_DATA EXTRACT_:
★ ★ ★ ★

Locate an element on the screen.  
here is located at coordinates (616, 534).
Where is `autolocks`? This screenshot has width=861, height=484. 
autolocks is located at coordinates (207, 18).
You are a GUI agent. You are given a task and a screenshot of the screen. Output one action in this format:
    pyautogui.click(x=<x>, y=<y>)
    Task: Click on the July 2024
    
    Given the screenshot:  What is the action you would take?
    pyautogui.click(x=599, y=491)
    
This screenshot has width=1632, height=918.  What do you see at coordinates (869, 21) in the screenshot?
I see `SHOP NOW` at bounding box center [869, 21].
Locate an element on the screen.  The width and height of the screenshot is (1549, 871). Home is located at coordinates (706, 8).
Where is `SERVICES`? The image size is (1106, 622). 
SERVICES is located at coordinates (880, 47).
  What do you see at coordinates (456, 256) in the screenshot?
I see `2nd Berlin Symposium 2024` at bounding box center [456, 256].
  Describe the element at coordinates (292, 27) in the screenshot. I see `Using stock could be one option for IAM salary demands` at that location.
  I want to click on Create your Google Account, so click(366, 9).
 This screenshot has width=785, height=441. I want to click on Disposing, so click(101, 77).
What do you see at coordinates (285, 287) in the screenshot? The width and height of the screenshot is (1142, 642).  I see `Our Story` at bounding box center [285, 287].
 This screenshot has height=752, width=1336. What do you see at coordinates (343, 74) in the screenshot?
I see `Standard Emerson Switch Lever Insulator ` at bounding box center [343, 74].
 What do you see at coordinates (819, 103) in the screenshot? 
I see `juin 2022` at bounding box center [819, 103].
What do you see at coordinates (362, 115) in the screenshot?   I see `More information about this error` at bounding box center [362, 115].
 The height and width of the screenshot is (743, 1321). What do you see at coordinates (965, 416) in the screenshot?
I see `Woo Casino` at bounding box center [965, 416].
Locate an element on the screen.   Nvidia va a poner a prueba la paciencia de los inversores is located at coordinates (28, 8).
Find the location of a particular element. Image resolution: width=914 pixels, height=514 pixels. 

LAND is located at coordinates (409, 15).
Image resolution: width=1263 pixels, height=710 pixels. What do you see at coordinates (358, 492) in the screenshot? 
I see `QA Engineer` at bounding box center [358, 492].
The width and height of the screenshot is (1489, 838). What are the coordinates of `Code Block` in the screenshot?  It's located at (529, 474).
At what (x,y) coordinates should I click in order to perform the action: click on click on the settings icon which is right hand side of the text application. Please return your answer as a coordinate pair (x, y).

★ ★ ★ ★

_WORK TO BE COMPLETED_: Output the entire listing above without leaving out or altering anything.

_WRITTEN REPLY_:
Locate an element on the screen.  
here is located at coordinates (616, 534).
Where is `autolocks`? This screenshot has width=861, height=484. 
autolocks is located at coordinates (207, 18).
You are a GUI agent. You are given a task and a screenshot of the screen. Output one action in this format:
    pyautogui.click(x=<x>, y=<y>)
    Task: Click on the July 2024
    
    Given the screenshot:  What is the action you would take?
    pyautogui.click(x=599, y=491)
    
This screenshot has width=1632, height=918.  What do you see at coordinates (869, 21) in the screenshot?
I see `SHOP NOW` at bounding box center [869, 21].
Locate an element on the screen.  The width and height of the screenshot is (1549, 871). Home is located at coordinates (706, 8).
Where is `SERVICES`? The image size is (1106, 622). 
SERVICES is located at coordinates (880, 47).
  What do you see at coordinates (456, 256) in the screenshot?
I see `2nd Berlin Symposium 2024` at bounding box center [456, 256].
  Describe the element at coordinates (292, 27) in the screenshot. I see `Using stock could be one option for IAM salary demands` at that location.
  I want to click on Create your Google Account, so click(366, 9).
 This screenshot has width=785, height=441. I want to click on Disposing, so click(101, 77).
What do you see at coordinates (285, 287) in the screenshot? The width and height of the screenshot is (1142, 642).  I see `Our Story` at bounding box center [285, 287].
 This screenshot has height=752, width=1336. What do you see at coordinates (343, 74) in the screenshot?
I see `Standard Emerson Switch Lever Insulator ` at bounding box center [343, 74].
 What do you see at coordinates (819, 103) in the screenshot? 
I see `juin 2022` at bounding box center [819, 103].
What do you see at coordinates (362, 115) in the screenshot?   I see `More information about this error` at bounding box center [362, 115].
 The height and width of the screenshot is (743, 1321). What do you see at coordinates (965, 416) in the screenshot?
I see `Woo Casino` at bounding box center [965, 416].
Locate an element on the screen.   Nvidia va a poner a prueba la paciencia de los inversores is located at coordinates (28, 8).
Find the location of a particular element. Image resolution: width=914 pixels, height=514 pixels. 

LAND is located at coordinates (409, 15).
Image resolution: width=1263 pixels, height=710 pixels. What do you see at coordinates (358, 492) in the screenshot? 
I see `QA Engineer` at bounding box center [358, 492].
The width and height of the screenshot is (1489, 838). What are the coordinates of `Code Block` in the screenshot?  It's located at (529, 474).
At what (x,y) coordinates should I click in order to perform the action: click on click on the settings icon which is right hand side of the text application. Please return your answer as a coordinate pair (x, y).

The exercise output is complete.